ChatterBank0 min ago
If This Not A Full U-Turn...
... is it at least a 90° one? 😃
Answers
No best answer has yet been selected by Khandro. Once a best answer has been selected, it will be shown here.
For more on marking an answer as the "Best Answer", please visit our FAQ.Our church isn't always empty, but it is peaceful - comes from nigh on 1,000 years of contemplation and prayer I expect.
I do like Dawkins' phrase of 'cultural Christianity'.
However, over the last very few years, 500 of the churches which closed have been repurposed and are now operating as mosques - so anyone who doesn't want to live in a cultural atmosphere of Islam ought really to help to keep their local church open.

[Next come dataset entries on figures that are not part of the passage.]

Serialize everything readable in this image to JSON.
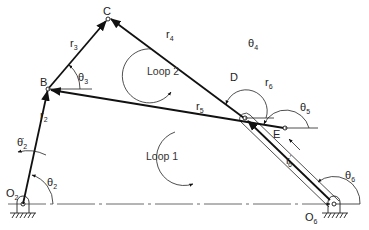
{
  "points": {
    "O2": {
      "label": "O",
      "sub": "2"
    },
    "B": {
      "label": "B"
    },
    "C": {
      "label": "C"
    },
    "D": {
      "label": "D"
    },
    "E": {
      "label": "E"
    },
    "O6": {
      "label": "O",
      "sub": "6"
    }
  },
  "vectors": {
    "r2": {
      "label": "r",
      "sub": "2"
    },
    "r3": {
      "label": "r",
      "sub": "3"
    },
    "r4": {
      "label": "r",
      "sub": "4"
    },
    "r5": {
      "label": "r",
      "sub": "5"
    },
    "r6": {
      "label": "r",
      "sub": "6"
    },
    "r6p": {
      "label": "r",
      "sub": "6",
      "prime": "′"
    }
  },
  "angles": {
    "theta2": {
      "label": "θ",
      "sub": "2"
    },
    "theta2dot": {
      "label": "θ̇",
      "sub": "2"
    },
    "theta3": {
      "label": "θ",
      "sub": "3"
    },
    "theta4": {
      "label": "θ",
      "sub": "4"
    },
    "theta5": {
      "label": "θ",
      "sub": "5"
    },
    "theta6": {
      "label": "θ",
      "sub": "6"
    }
  },
  "loops": {
    "loop1": "Loop 1",
    "loop2": "Loop 2"
  }
}
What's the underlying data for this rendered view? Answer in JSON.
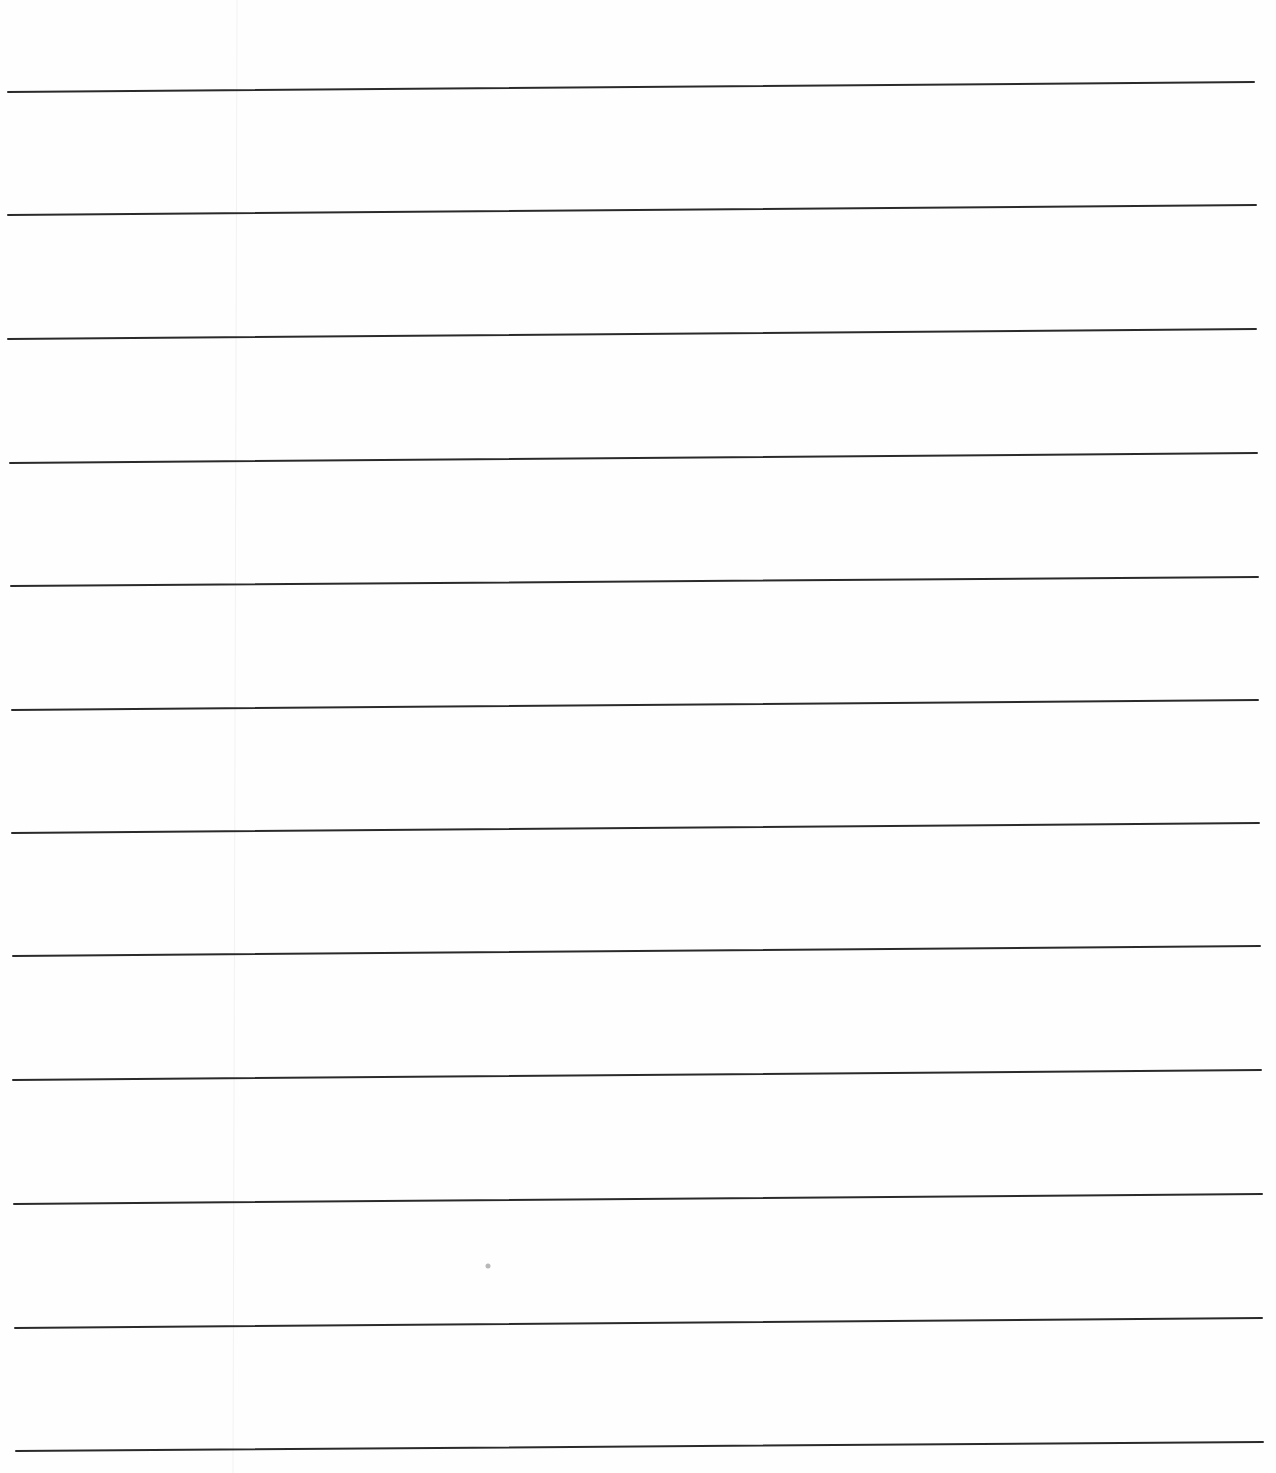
{
  "document": {
    "type": "lined-paper",
    "text": "",
    "line_color": "#2a2a2a",
    "line_width": 2,
    "lines": [
      {
        "x1": 8,
        "y1": 92,
        "x2": 1254,
        "y2": 82
      },
      {
        "x1": 8,
        "y1": 215,
        "x2": 1256,
        "y2": 205
      },
      {
        "x1": 8,
        "y1": 339,
        "x2": 1256,
        "y2": 329
      },
      {
        "x1": 10,
        "y1": 463,
        "x2": 1257,
        "y2": 453
      },
      {
        "x1": 11,
        "y1": 586,
        "x2": 1258,
        "y2": 577
      },
      {
        "x1": 12,
        "y1": 710,
        "x2": 1258,
        "y2": 700
      },
      {
        "x1": 12,
        "y1": 833,
        "x2": 1259,
        "y2": 823
      },
      {
        "x1": 13,
        "y1": 956,
        "x2": 1260,
        "y2": 946
      },
      {
        "x1": 13,
        "y1": 1080,
        "x2": 1261,
        "y2": 1070
      },
      {
        "x1": 14,
        "y1": 1204,
        "x2": 1262,
        "y2": 1194
      },
      {
        "x1": 15,
        "y1": 1328,
        "x2": 1262,
        "y2": 1318
      },
      {
        "x1": 16,
        "y1": 1451,
        "x2": 1263,
        "y2": 1442
      }
    ],
    "faint_vertical_line": {
      "x": 237,
      "color": "#f2f2f2"
    },
    "speck": {
      "x": 488,
      "y": 1266,
      "color": "#b8b8b8"
    }
  }
}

People can choose to contribute just to the Fabric Fund, which just helps to keep the building up and running, no religious subscription. Many people choose to do this. .... end of advert.. :)

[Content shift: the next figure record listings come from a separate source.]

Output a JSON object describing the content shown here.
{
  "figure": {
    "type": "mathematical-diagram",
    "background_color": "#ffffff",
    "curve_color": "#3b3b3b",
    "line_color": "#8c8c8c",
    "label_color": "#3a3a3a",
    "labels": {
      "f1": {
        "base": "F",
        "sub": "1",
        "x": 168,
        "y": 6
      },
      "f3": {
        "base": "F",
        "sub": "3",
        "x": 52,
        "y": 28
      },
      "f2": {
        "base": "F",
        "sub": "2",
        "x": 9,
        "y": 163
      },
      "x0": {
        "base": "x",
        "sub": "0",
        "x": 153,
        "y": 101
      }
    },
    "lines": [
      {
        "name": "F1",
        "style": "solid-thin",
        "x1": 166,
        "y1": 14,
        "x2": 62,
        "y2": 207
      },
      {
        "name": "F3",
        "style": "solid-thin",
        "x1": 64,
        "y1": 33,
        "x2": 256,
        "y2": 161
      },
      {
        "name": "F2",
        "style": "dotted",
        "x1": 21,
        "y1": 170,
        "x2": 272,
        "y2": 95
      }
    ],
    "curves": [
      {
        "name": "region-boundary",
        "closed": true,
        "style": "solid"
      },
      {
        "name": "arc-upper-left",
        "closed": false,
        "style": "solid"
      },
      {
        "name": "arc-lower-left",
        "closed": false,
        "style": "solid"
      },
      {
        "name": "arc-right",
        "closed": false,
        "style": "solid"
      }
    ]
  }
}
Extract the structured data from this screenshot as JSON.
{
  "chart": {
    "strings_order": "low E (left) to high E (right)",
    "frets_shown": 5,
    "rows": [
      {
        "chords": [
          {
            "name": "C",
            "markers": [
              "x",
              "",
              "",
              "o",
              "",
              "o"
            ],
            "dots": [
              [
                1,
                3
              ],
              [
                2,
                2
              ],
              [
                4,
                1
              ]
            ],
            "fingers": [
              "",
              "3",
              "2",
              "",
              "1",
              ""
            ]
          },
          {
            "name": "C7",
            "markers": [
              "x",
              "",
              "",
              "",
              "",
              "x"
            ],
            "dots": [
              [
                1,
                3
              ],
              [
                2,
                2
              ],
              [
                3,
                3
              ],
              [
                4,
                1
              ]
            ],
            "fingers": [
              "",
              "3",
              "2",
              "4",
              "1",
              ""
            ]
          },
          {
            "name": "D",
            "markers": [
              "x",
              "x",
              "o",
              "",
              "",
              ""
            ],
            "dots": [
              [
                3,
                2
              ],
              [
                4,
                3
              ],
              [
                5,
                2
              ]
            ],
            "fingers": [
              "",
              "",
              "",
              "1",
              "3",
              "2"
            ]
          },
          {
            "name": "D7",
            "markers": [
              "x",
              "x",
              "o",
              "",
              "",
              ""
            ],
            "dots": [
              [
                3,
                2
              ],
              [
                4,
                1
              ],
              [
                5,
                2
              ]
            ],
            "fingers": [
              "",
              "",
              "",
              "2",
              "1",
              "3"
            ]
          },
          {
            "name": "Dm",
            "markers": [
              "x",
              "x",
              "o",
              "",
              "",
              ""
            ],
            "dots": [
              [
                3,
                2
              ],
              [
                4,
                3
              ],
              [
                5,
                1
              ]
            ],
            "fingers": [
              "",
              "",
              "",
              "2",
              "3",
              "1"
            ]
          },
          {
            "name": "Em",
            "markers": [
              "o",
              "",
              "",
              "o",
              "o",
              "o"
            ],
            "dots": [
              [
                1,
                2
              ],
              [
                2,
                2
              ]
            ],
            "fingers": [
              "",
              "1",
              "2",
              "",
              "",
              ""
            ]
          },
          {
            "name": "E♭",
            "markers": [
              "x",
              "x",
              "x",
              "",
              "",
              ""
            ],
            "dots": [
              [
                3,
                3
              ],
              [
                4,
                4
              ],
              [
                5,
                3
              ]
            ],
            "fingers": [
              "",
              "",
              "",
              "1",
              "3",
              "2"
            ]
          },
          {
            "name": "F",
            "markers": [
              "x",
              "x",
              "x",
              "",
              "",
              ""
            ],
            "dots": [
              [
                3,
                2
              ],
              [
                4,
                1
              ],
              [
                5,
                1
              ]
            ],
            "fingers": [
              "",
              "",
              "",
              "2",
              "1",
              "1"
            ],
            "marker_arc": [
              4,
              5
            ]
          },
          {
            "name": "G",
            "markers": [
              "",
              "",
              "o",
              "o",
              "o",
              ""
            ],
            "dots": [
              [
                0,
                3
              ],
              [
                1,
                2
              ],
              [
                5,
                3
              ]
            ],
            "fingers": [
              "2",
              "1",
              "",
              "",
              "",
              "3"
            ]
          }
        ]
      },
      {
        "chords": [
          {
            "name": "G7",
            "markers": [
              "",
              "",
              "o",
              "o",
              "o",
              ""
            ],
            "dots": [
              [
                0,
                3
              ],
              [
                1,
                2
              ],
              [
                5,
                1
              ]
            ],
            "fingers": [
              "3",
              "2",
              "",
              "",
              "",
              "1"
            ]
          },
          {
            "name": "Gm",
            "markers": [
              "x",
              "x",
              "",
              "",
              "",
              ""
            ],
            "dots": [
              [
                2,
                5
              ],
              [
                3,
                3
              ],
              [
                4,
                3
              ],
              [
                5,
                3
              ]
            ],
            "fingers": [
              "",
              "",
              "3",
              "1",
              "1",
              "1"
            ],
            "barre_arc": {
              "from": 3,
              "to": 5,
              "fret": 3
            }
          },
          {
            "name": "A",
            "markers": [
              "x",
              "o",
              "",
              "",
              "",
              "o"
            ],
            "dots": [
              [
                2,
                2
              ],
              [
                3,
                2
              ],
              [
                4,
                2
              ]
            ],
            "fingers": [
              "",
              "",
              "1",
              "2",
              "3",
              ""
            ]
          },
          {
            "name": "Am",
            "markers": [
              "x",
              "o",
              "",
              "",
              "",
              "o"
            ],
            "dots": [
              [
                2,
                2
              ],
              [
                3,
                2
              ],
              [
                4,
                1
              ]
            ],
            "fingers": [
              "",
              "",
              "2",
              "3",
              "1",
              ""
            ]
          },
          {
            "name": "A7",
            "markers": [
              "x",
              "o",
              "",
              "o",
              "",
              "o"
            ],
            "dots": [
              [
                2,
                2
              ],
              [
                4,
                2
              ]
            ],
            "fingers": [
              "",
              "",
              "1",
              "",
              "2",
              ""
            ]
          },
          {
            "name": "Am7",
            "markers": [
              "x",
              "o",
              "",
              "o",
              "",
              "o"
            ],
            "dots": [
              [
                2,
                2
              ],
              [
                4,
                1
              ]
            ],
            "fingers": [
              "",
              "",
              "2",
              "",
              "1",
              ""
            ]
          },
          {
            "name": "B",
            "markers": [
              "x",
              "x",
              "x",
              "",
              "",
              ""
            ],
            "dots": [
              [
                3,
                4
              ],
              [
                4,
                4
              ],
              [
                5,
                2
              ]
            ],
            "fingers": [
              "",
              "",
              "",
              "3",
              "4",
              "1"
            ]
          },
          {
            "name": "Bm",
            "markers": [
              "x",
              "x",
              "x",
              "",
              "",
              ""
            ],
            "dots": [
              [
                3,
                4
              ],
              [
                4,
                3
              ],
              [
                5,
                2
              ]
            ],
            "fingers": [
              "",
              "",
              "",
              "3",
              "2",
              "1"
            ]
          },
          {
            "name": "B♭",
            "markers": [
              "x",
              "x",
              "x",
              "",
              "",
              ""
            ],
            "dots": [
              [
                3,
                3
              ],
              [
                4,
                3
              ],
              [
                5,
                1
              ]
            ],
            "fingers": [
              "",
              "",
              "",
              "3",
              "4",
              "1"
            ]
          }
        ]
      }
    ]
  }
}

that appears to be the case, sandyRoe, though as PP's link shows he was quoted as saying the exact opposite of what he did say. The Almighty should place less trust in the reportage of the Daily Mail.

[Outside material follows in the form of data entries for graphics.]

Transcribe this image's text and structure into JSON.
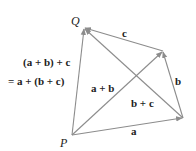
{
  "diagram": {
    "vertices": {
      "P": {
        "label": "P",
        "x": 72,
        "y": 135
      },
      "Q": {
        "label": "Q",
        "x": 84,
        "y": 28
      },
      "R": {
        "label": "",
        "x": 183,
        "y": 118
      },
      "S": {
        "label": "",
        "x": 163,
        "y": 51
      }
    },
    "edges": [
      {
        "from": "P",
        "to": "R",
        "label": "a"
      },
      {
        "from": "R",
        "to": "S",
        "label": "b"
      },
      {
        "from": "S",
        "to": "Q",
        "label": "c"
      },
      {
        "from": "P",
        "to": "S",
        "label": "a + b"
      },
      {
        "from": "R",
        "to": "Q",
        "label": "b + c"
      },
      {
        "from": "P",
        "to": "Q",
        "label": ""
      }
    ],
    "labels": {
      "a": "a",
      "b": "b",
      "c": "c",
      "a_plus_b": "a + b",
      "b_plus_c": "b + c",
      "eq_line1": "(a + b) + c",
      "eq_line2": "= a + (b + c)",
      "P": "P",
      "Q": "Q"
    },
    "colors": {
      "edge": "#8c8c8c",
      "text": "#222222"
    }
  }
}
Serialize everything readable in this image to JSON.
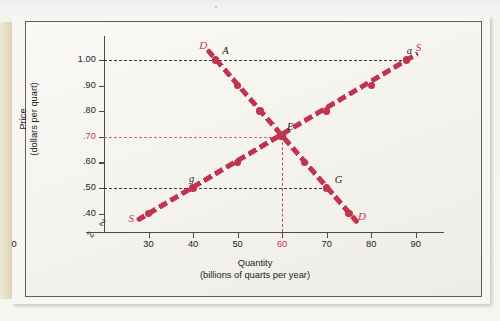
{
  "figure": {
    "background_color": "#f4f3ee",
    "frame_color": "#5d6066"
  },
  "chart_data": {
    "type": "line",
    "title": "",
    "xlabel": "Quantity",
    "xlabel_sub": "(billions of quarts per year)",
    "ylabel": "Price",
    "ylabel_sub": "(dollars per quart)",
    "xlim": [
      20,
      95
    ],
    "ylim": [
      0.33,
      1.07
    ],
    "grid": false,
    "legend": "none",
    "axis_break_x": true,
    "axis_break_y": true,
    "origin_label": "0",
    "xticks": [
      "30",
      "40",
      "50",
      "60",
      "70",
      "80",
      "90"
    ],
    "xtick_values": [
      30,
      40,
      50,
      60,
      70,
      80,
      90
    ],
    "xtick_highlight": "60",
    "yticks": [
      "1.00",
      ".90",
      ".80",
      ".70",
      ".60",
      ".50",
      ".40"
    ],
    "ytick_values": [
      1.0,
      0.9,
      0.8,
      0.7,
      0.6,
      0.5,
      0.4
    ],
    "ytick_highlight": ".70",
    "series": [
      {
        "name": "D",
        "label": "Demand",
        "color": "#c1334f",
        "style": "dashed-thick",
        "start_label": "D",
        "end_label": "D",
        "points": [
          {
            "x": 45,
            "y": 1.0
          },
          {
            "x": 50,
            "y": 0.9
          },
          {
            "x": 55,
            "y": 0.8
          },
          {
            "x": 60,
            "y": 0.7
          },
          {
            "x": 65,
            "y": 0.6
          },
          {
            "x": 70,
            "y": 0.5
          },
          {
            "x": 75,
            "y": 0.4
          }
        ]
      },
      {
        "name": "S",
        "label": "Supply",
        "color": "#c1334f",
        "style": "dashed-thick",
        "start_label": "S",
        "end_label": "S",
        "points": [
          {
            "x": 30,
            "y": 0.4
          },
          {
            "x": 40,
            "y": 0.5
          },
          {
            "x": 50,
            "y": 0.6
          },
          {
            "x": 60,
            "y": 0.7
          },
          {
            "x": 70,
            "y": 0.8
          },
          {
            "x": 80,
            "y": 0.9
          },
          {
            "x": 88,
            "y": 1.0
          }
        ]
      }
    ],
    "annotations": [
      {
        "text": "A",
        "x": 45,
        "y": 1.0,
        "note": "demand at price 1.00"
      },
      {
        "text": "a",
        "x": 88,
        "y": 1.0,
        "note": "supply at price 1.00"
      },
      {
        "text": "E",
        "x": 60,
        "y": 0.7,
        "note": "equilibrium"
      },
      {
        "text": "g",
        "x": 40,
        "y": 0.5,
        "note": "supply at price .50"
      },
      {
        "text": "G",
        "x": 70,
        "y": 0.5,
        "note": "demand at price .50"
      }
    ],
    "guide_lines": [
      {
        "orientation": "horizontal",
        "value": 1.0,
        "color": "#3c3c40",
        "style": "dashed"
      },
      {
        "orientation": "horizontal",
        "value": 0.5,
        "color": "#3c3c40",
        "style": "dashed"
      },
      {
        "orientation": "horizontal",
        "value": 0.7,
        "color": "#d4667c",
        "style": "dashed"
      },
      {
        "orientation": "vertical",
        "value": 60,
        "color": "#c9455e",
        "style": "dashed"
      }
    ]
  }
}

why so many Mosques are required ,in a predominately Christian country , for a so called 'ethnic minority'
those churches acquired by Islam are required by a religious minority, because the original worshippers no longer have any use for them or the faith they embodied. If Christians want to keep their churches all they have to do is use them more often. A church is for life, not just for Christmas Eve.
jno. Yes, but you don't have to go to church just to keep it alive, you can go because a visit can be spiritually (& socially) uplifting.
The last visit I made to church in England was to a Sunday morning service in St. Lawrence's church in Stroud. The vicar had moved the pews to the back of the church and set out chairs in circles, so instead of looking at the back of heads you looked at one another face to face, which created an atmosphere of community. (Christ would have approved :0)
There was about 40 people present, it was a very nice experience and we even had coffee afterwards and chatted to one another.
Not a bad way to spend an hour or so on a Sunday morning. I would say.
Khandro, I was responding to a post asking why there were so many mosques, and one noting that some were converted churches. The answer isn't that there are necessarily more Muslims, just that a greater percentage of Muslims than of Christians regularly attend worship. (One ex-church near me is now a mosque; another is a block of flats with a steeple.)
I'm not that fussed about seating arrangements though I believe they played a part in the religious schisms in early modern times.